Bad Reason for Attending Law School # 5

"I got a good score on the LSAT"

Remember those tests you'd get in guidance class in junior high where there'd be questions like, "Do you enjoy being outdoors? Do you like working with numbers? Would you enjoy working a late shift?" After taking the test you'd total up the your score and be provided with your scientifically determined "ideal job".

Invariably some guy would get a typically female job like "secretary," a smart kid would get "truck driver," and a dumb kid would get "doctor." After the merciless teasing was over, even 12 year olds could see that a scantron sheet was a ridiculous way to determine a career.

Just a short 9 to 10 years later, people will happily take the LSAT, "just to see how I do" and some will be so impressed with their scores that they will believe that they were made for law school. They will be certain that that their ability to determine that some glops are glooks but not all glooks are glops will also allow them to master a theory of jurisprudence that undergirds our complicated society.

If not instantly sure that their LSAT score has determined their destiny, they will become even more certain when schools they've never heard of from the other side of the country send them unsolicited scholarship offers based on their LSAT score alone. Sadly, these prospective students did not learn the ego shattering truth that high school taught most of us, "When someone wants to go out with you, it's not always because they find you attractive, and is usually because they are lonely and can't do any better."

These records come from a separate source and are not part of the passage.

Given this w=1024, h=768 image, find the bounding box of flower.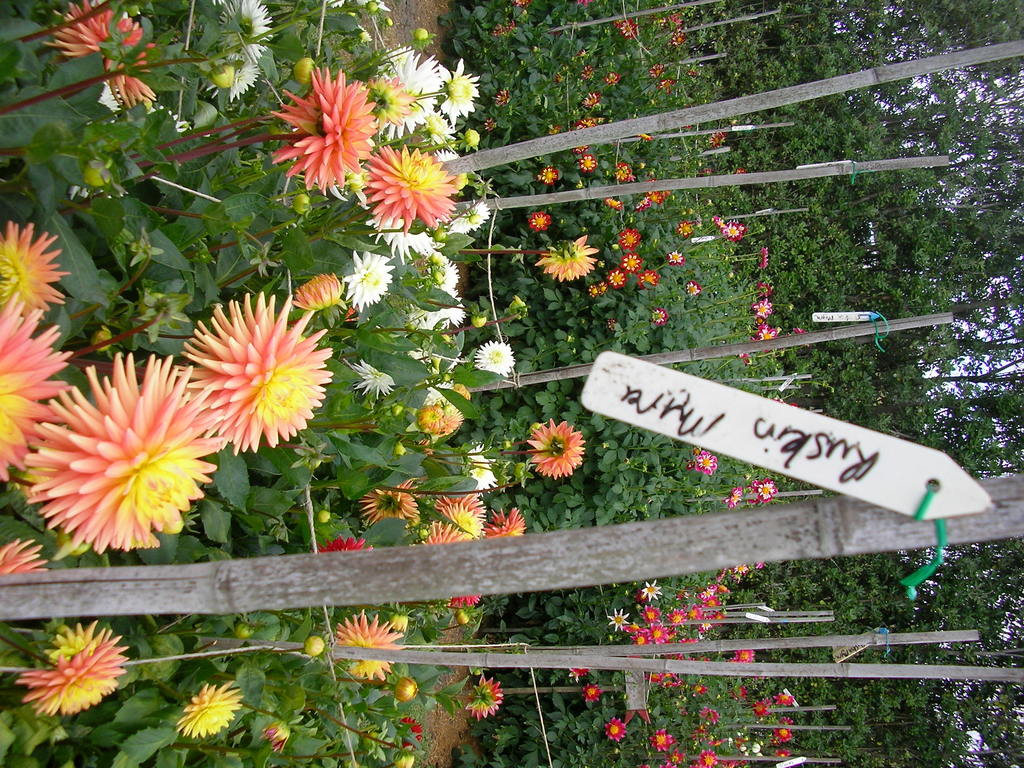
left=639, top=267, right=660, bottom=284.
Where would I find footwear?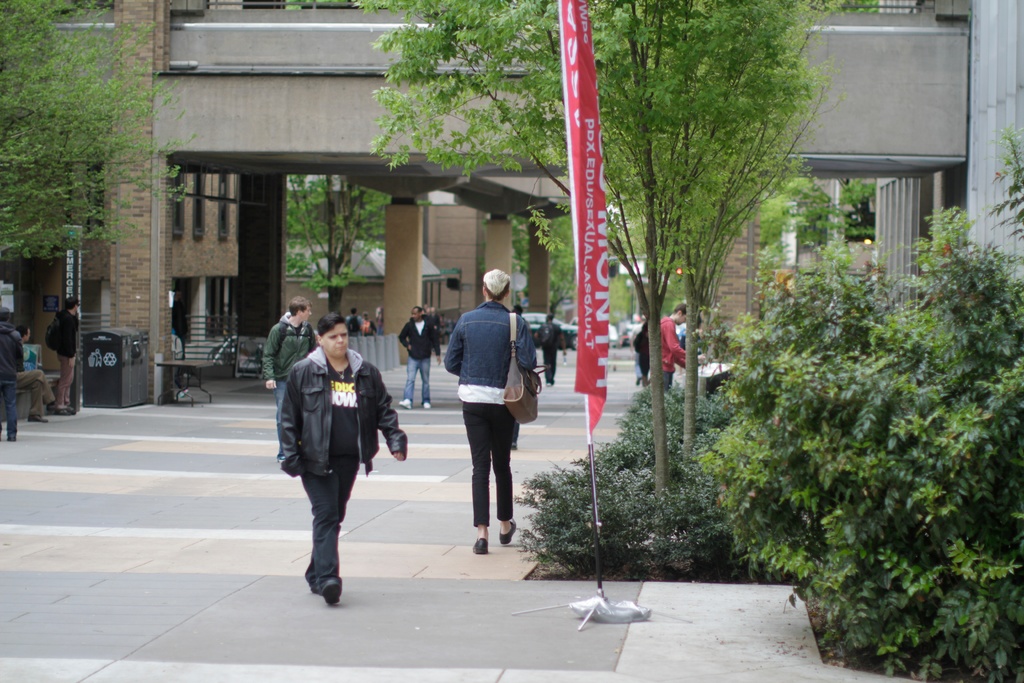
At detection(31, 415, 50, 422).
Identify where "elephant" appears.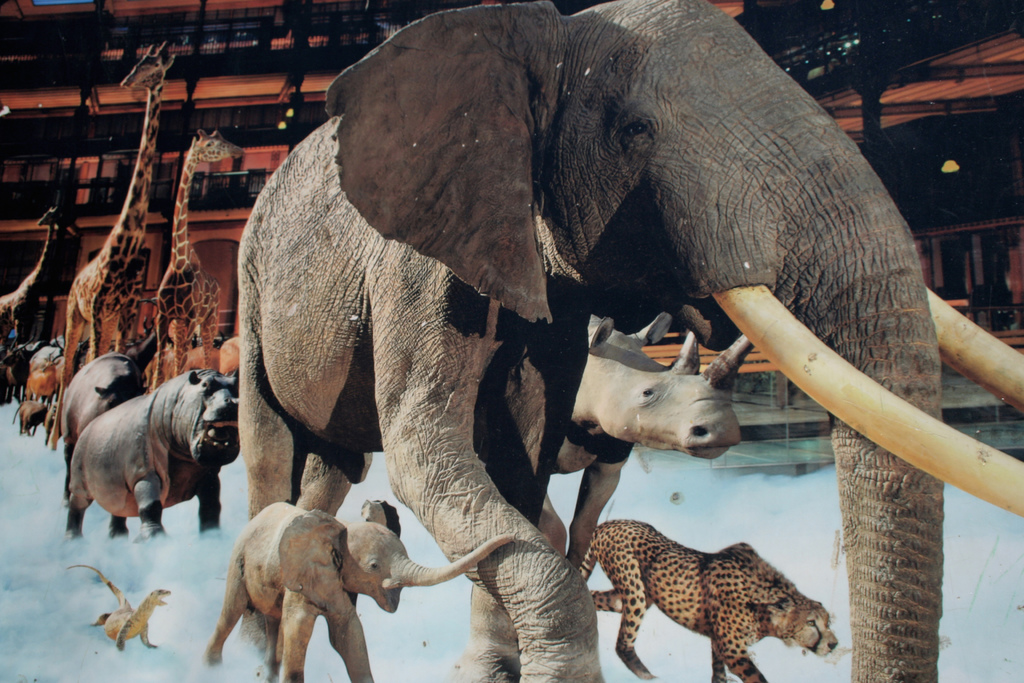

But, once someone's scored in the 74th percentile, there's often no turning back. Look out, law school, here comes their brain, almost better than 3/4 of all the other kids who were thinking about applying. And when they arrive at law school and begin comparing notes with their colleagues, they find out they're not so exceptional after all. In fact, everyone at their school has a score within two or three points of theirs.

This sudden averageness upon enrollment is rarely disappointing, though. After all, even if you're one of the plainer women who get eliminated in the first round of the Miss America pageant, you still get to be Miss Delaware.

The true disappointment typically arrives after 1st semester grades when it becomes very clear that a good score on an objective multiple choice test is rarely a sound predictor of a good score on a subjective essay exam.